OPINION:
According to The Washington Post, which should know, Democrats are moving even farther left in an effort to appeal to more Americans.
A new role model for them might be Stockton, California Mayor Michael Tubbs, who is masterminding a plan to give away free money to see what happens.
Stockton declared bankruptcy in 2012 and still has a fourth of its residents living below the poverty line, according to Fox News. According to the private foundation pushing the project, foreign-born residents make up 26 percent of Stockton’s population. About 45 percent of households speak a language other than English.
Stockton is a model city when it comes to unrestricted immigration and the very image of America’s future if the open borders Democrats have their way.
Mr. Tubbs and his city are partnering with the Economic Security Project (ESC), which is providing $1 million for a yearlong pilot program to provide a “Universal Basic Income.” It’s unclear how much, if any, tax money will be involved. The ESC’s website says it is “committed to advancing the debate on unconditional cash and basic income.” Among the leftist luminaries at ESC are SEIU President Emeritus Andy Stern and MoveOn’s Adam Ruben.
Several dozen Stockton families will be given $500 a month with no strings while researchers study the “economic and social impacts” on the families and the effect on their “self-esteem and identity.”
This is classic California, where in the late-1980s, taxpayers were dunned for a state Self-Esteem Commission, whose goal was to make people feel better about themselves. You know, coming up with ideas like handing out “participation trophies” that kids toss into the corner of their bedrooms after finishing last in Little League or soccer.
In a psychology course in college years ago, I and other students were subjected to the theories of behavioral psychologists like B.F. Skinner. The author of the appropriately titled classic “Beyond Freedom and Dignity,” Mr. Skinner put his own daughter in a “Skinner box” with a glass pane when she was a baby.
She later said she turned out OK, and no, it wasn’t like he was experimenting on her. He was just trying to keep her warm without blankets. Well, OK.
We had glass boxes with pigeons that were fed via a little gizmo that dispensed a pellet of food when they pecked on it. The experiments are not perfectly analogous to the Stockton cash recipients, since the pigeons had to work to get their pellets. No pecking, no pellet.
The families just have to be willing to be watched. Come to think of it, that might be worse than working. It’s reminiscent of that “Twilight Zone” episode in which hapless humans wake to find themselves in cages for the benefit of zoo-visiting alien spectators.
Mayor Tubbs is excited about how getting something for nothing will affect the families, and he pooh-poohed the notion that it might discourage people from working.
Against all evidence across the centuries and today in socialist Venezuela, he said, “I think it will make people work better and smarter and harder and also be able to do things like spend time with their families because we’re not robots. We’re not just designed just to work all day and run a rat race,” he told National Public Radio.
No, indeed. But when the money runs out, will the good mayor run to the rat racers and ask them to pony up? Count on it.
“Nothing is said of the potential impact on the poor schlubs who will have to keep on working while the layabout next door collects $6,000 a year for playing video games and producing out-of-wedlock children,” wrote blogger and author Lee Duigon. “Do you think it might be just a tad demoralizing?”
Mr. Duigon is one of those heartless conservatives who think that welfare without work is uncompassionate because it corrupts people economically and spiritually by fostering dependency. He says that Stockton’s experiment will end badly, and predicts that:
“When they discover, to their surprise, that no one can actually live on $500 a month, they’ll throw in food stamps, subsidized housing, and other costly goodies. And the first city to make this an actual public policy will find the world beating a path to its door.”
According to Fox News, the experiment is being shepherded by Facebook co-founder Chris Hughes. He and other Silicon Valley cyber barons are talking about a future in which robots and other high-tech innovations will eliminate jobs in the tech and manufacturing sectors. Their proffered solution is a universal guaranteed income, regardless of effort.
Facebook CEO Mark Zuckerberg said in 2017 that such an arrangement could mark a “new contract” between the government and its citizens.
It sounds to me like a surefire way to move very quickly beyond freedom and dignity.
• Robert Knight is an author and Washington Times contributor.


TASK – Copy all the lines of the listing below exactly. Skip the images.

**** MATERIAL TO PROCESS ****

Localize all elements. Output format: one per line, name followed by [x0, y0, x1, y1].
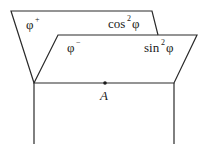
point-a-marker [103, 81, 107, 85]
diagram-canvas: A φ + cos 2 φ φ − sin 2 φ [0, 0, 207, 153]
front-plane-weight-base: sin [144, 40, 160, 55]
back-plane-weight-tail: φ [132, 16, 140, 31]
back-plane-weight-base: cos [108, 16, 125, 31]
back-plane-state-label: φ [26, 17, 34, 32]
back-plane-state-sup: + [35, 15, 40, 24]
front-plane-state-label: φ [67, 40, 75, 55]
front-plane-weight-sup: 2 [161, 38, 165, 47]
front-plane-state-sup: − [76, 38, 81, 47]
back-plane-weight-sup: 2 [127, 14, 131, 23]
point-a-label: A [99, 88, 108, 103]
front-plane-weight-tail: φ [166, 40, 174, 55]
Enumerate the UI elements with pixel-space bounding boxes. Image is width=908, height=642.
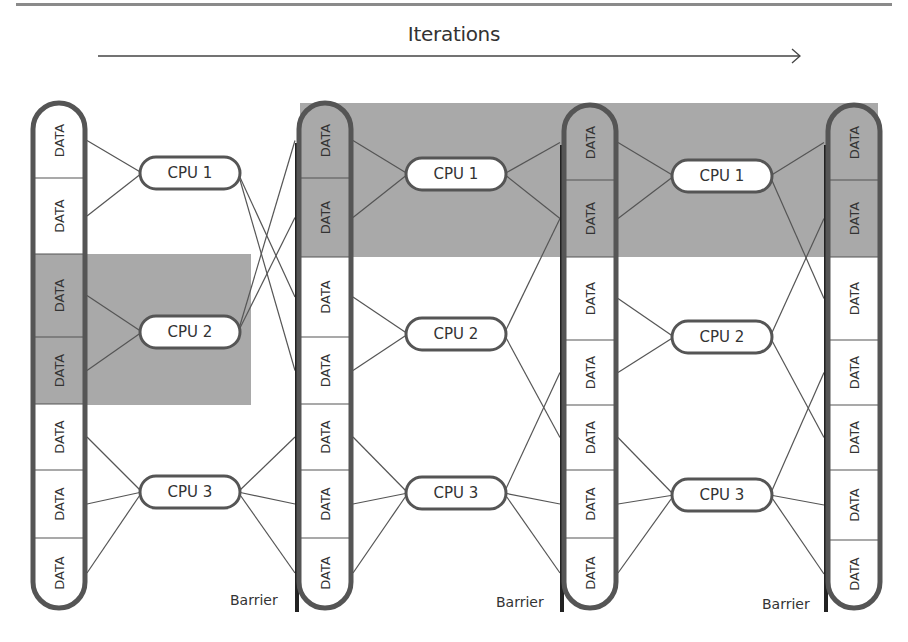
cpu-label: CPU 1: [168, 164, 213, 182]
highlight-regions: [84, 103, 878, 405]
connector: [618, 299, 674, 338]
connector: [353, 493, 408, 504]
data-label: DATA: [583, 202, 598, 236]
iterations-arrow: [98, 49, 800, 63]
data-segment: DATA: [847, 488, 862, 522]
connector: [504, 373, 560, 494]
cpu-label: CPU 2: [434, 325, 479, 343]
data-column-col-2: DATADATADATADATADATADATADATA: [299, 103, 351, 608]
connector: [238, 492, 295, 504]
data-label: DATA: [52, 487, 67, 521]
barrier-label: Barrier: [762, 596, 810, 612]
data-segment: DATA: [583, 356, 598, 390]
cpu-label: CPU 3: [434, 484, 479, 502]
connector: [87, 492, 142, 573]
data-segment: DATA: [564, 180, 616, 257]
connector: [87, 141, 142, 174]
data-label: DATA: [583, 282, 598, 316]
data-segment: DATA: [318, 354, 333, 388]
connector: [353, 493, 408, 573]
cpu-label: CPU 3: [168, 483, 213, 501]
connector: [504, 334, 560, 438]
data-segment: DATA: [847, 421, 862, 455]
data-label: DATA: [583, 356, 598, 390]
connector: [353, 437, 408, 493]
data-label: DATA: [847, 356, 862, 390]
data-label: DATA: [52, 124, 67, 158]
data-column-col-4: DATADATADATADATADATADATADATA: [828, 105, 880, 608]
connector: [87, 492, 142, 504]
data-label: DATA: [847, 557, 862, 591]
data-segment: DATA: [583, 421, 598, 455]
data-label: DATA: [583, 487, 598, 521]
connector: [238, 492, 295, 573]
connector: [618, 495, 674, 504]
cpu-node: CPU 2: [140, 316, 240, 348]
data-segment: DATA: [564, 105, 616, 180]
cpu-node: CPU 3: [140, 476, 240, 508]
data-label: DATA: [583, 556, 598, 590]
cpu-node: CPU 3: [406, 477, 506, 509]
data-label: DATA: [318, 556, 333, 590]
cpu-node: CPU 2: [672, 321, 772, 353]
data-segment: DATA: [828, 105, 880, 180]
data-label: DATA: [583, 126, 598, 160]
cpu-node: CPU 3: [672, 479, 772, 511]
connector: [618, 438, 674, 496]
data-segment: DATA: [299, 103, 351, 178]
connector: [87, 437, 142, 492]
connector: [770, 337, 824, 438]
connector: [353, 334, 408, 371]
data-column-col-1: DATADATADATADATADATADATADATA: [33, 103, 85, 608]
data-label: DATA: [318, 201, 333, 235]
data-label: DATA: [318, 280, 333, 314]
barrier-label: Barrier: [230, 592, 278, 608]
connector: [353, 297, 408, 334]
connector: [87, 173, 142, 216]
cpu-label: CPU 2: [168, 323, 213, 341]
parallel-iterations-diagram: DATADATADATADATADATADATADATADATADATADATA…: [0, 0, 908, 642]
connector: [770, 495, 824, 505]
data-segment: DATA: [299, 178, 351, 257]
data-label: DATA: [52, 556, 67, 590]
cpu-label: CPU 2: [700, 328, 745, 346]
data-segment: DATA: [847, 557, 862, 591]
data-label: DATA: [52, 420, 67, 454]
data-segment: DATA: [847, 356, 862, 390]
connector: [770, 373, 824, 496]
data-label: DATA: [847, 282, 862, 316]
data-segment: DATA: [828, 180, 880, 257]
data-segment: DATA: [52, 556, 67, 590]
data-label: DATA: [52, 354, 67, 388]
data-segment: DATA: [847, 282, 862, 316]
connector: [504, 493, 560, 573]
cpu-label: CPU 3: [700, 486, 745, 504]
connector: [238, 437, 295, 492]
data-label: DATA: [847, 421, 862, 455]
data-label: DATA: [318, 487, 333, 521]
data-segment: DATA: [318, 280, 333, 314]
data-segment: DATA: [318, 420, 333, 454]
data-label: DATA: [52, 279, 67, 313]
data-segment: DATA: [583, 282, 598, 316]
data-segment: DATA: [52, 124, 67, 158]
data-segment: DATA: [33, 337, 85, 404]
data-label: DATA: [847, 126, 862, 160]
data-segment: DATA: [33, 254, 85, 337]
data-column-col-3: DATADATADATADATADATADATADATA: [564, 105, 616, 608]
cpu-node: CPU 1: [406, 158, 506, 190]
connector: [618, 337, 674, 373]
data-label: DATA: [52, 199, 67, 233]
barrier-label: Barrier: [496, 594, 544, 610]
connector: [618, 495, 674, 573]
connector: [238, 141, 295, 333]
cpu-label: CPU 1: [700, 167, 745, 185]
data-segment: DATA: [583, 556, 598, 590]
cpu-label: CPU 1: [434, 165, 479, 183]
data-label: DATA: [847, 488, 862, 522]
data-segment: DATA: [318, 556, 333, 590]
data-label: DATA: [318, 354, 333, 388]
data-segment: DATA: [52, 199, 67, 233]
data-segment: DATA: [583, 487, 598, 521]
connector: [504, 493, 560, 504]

****

OUTPUT OF THE TASK –
Localize all elements. Output format: one per line, name followed by [x0, y0, x1, y1].
point-a-marker [103, 81, 107, 85]
diagram-canvas: A φ + cos 2 φ φ − sin 2 φ [0, 0, 207, 153]
front-plane-weight-base: sin [144, 40, 160, 55]
back-plane-weight-tail: φ [132, 16, 140, 31]
back-plane-weight-base: cos [108, 16, 125, 31]
back-plane-state-label: φ [26, 17, 34, 32]
back-plane-state-sup: + [35, 15, 40, 24]
front-plane-state-label: φ [67, 40, 75, 55]
front-plane-weight-sup: 2 [161, 38, 165, 47]
front-plane-state-sup: − [76, 38, 81, 47]
back-plane-weight-sup: 2 [127, 14, 131, 23]
point-a-label: A [99, 88, 108, 103]
front-plane-weight-tail: φ [166, 40, 174, 55]
Enumerate the UI elements with pixel-space bounding boxes. Image is width=908, height=642.
cpu-label: CPU 1: [168, 164, 213, 182]
highlight-regions: [84, 103, 878, 405]
connector: [618, 299, 674, 338]
connector: [353, 493, 408, 504]
data-label: DATA: [583, 202, 598, 236]
iterations-arrow: [98, 49, 800, 63]
data-segment: DATA: [847, 488, 862, 522]
connector: [504, 373, 560, 494]
cpu-label: CPU 2: [434, 325, 479, 343]
data-column-col-2: DATADATADATADATADATADATADATA: [299, 103, 351, 608]
connector: [238, 492, 295, 504]
data-label: DATA: [52, 487, 67, 521]
barrier-label: Barrier: [762, 596, 810, 612]
data-segment: DATA: [583, 356, 598, 390]
cpu-label: CPU 3: [434, 484, 479, 502]
connector: [87, 492, 142, 573]
data-segment: DATA: [564, 180, 616, 257]
connector: [87, 141, 142, 174]
data-label: DATA: [583, 282, 598, 316]
data-segment: DATA: [318, 354, 333, 388]
connector: [353, 493, 408, 573]
cpu-label: CPU 3: [168, 483, 213, 501]
connector: [504, 334, 560, 438]
data-segment: DATA: [847, 421, 862, 455]
data-label: DATA: [583, 356, 598, 390]
connector: [353, 437, 408, 493]
data-label: DATA: [847, 356, 862, 390]
data-label: DATA: [52, 124, 67, 158]
data-column-col-4: DATADATADATADATADATADATADATA: [828, 105, 880, 608]
connector: [87, 492, 142, 504]
data-label: DATA: [847, 557, 862, 591]
data-segment: DATA: [583, 421, 598, 455]
data-label: DATA: [583, 487, 598, 521]
connector: [238, 492, 295, 573]
connector: [618, 495, 674, 504]
cpu-node: CPU 2: [140, 316, 240, 348]
data-segment: DATA: [564, 105, 616, 180]
cpu-node: CPU 3: [140, 476, 240, 508]
data-label: DATA: [583, 556, 598, 590]
cpu-node: CPU 3: [406, 477, 506, 509]
data-label: DATA: [318, 556, 333, 590]
cpu-node: CPU 2: [672, 321, 772, 353]
data-segment: DATA: [828, 105, 880, 180]
data-label: DATA: [583, 126, 598, 160]
cpu-node: CPU 3: [672, 479, 772, 511]
connector: [618, 438, 674, 496]
data-segment: DATA: [299, 103, 351, 178]
connector: [87, 437, 142, 492]
connector: [770, 337, 824, 438]
connector: [353, 334, 408, 371]
data-column-col-1: DATADATADATADATADATADATADATA: [33, 103, 85, 608]
data-label: DATA: [318, 201, 333, 235]
data-label: DATA: [318, 280, 333, 314]
barrier-label: Barrier: [230, 592, 278, 608]
connector: [353, 297, 408, 334]
connector: [87, 173, 142, 216]
cpu-label: CPU 2: [168, 323, 213, 341]
parallel-iterations-diagram: DATADATADATADATADATADATADATADATADATADATA…: [0, 0, 908, 642]
connector: [770, 495, 824, 505]
data-segment: DATA: [299, 178, 351, 257]
data-label: DATA: [52, 556, 67, 590]
cpu-label: CPU 2: [700, 328, 745, 346]
data-segment: DATA: [847, 557, 862, 591]
data-label: DATA: [52, 420, 67, 454]
data-segment: DATA: [847, 356, 862, 390]
connector: [770, 373, 824, 496]
data-label: DATA: [847, 282, 862, 316]
data-segment: DATA: [828, 180, 880, 257]
data-segment: DATA: [52, 556, 67, 590]
data-label: DATA: [52, 354, 67, 388]
data-segment: DATA: [847, 282, 862, 316]
connector: [504, 493, 560, 573]
cpu-label: CPU 3: [700, 486, 745, 504]
connector: [238, 437, 295, 492]
data-label: DATA: [847, 421, 862, 455]
data-label: DATA: [318, 487, 333, 521]
data-segment: DATA: [318, 280, 333, 314]
data-segment: DATA: [318, 420, 333, 454]
data-label: DATA: [52, 279, 67, 313]
data-segment: DATA: [583, 282, 598, 316]
data-segment: DATA: [52, 124, 67, 158]
data-segment: DATA: [33, 337, 85, 404]
data-label: DATA: [847, 126, 862, 160]
data-segment: DATA: [33, 254, 85, 337]
data-column-col-3: DATADATADATADATADATADATADATA: [564, 105, 616, 608]
cpu-node: CPU 1: [406, 158, 506, 190]
connector: [618, 337, 674, 373]
data-label: DATA: [52, 199, 67, 233]
barrier-label: Barrier: [496, 594, 544, 610]
connector: [618, 495, 674, 573]
connector: [238, 141, 295, 333]
cpu-label: CPU 1: [700, 167, 745, 185]
data-segment: DATA: [583, 556, 598, 590]
cpu-label: CPU 1: [434, 165, 479, 183]
data-label: DATA: [847, 488, 862, 522]
data-segment: DATA: [318, 556, 333, 590]
data-label: DATA: [318, 354, 333, 388]
data-segment: DATA: [52, 199, 67, 233]
data-segment: DATA: [583, 487, 598, 521]
connector: [504, 493, 560, 504]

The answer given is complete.